More real world dissent to Wall Street’s view that everything looks great for 2024. On Thursday Cisco Systems (CSCO) shares closed down 9.83% after the networking giant offered up significantly weaker-than-expected guidance for 2024. Wall Street analysts called the guidance “disappointing.” And the same day cybersecurity favorite Palo Alto Networks (PANW) dropped 5.42% after the company lowered its billings forecast for the fiscal 2024 year.

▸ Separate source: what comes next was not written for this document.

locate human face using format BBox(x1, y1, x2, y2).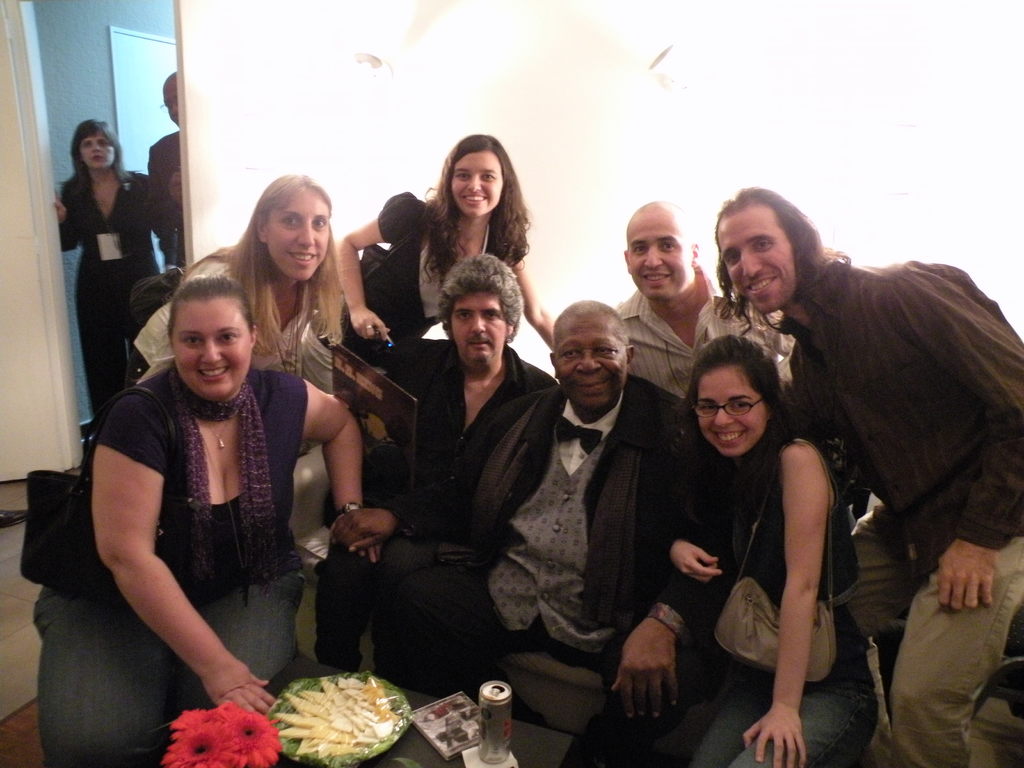
BBox(162, 86, 178, 126).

Notes You Need for September 25: MSFT market fuel, cost of car ownership, Goldman fine, Micky Dee franchise fees up, CSCO buys SPLK

Notes You Need for March 29: German inflation, TSLA production short again, Facebook, ACXM, soybeans vs. corn, AT&T vs CSCO

In my daily trawling through the market I come upon lots of tidbits of knowledge that I think are important to investors but that don’t justify a full post. I’ve decided to start compiling these notes here each day in a kind of running mini blog that I’m calling Notes You Need. A representative entry resembles this from today: “10:40 a.m.: Tesla (TSLA) is coping with what looks like another quarter of lagging production for its Model 3. Deutsche Bank is projecting that production averaged just 800 cars a week in the first quarter. The weekly run rate, the bank’s analysts say, is now approaching 1,100 cars. That’s well short of the 2,500 cars a week that CEO Elon Musk had targeted for the first quarter. I’m not sure that this will be a big surprise to Tesla investors.”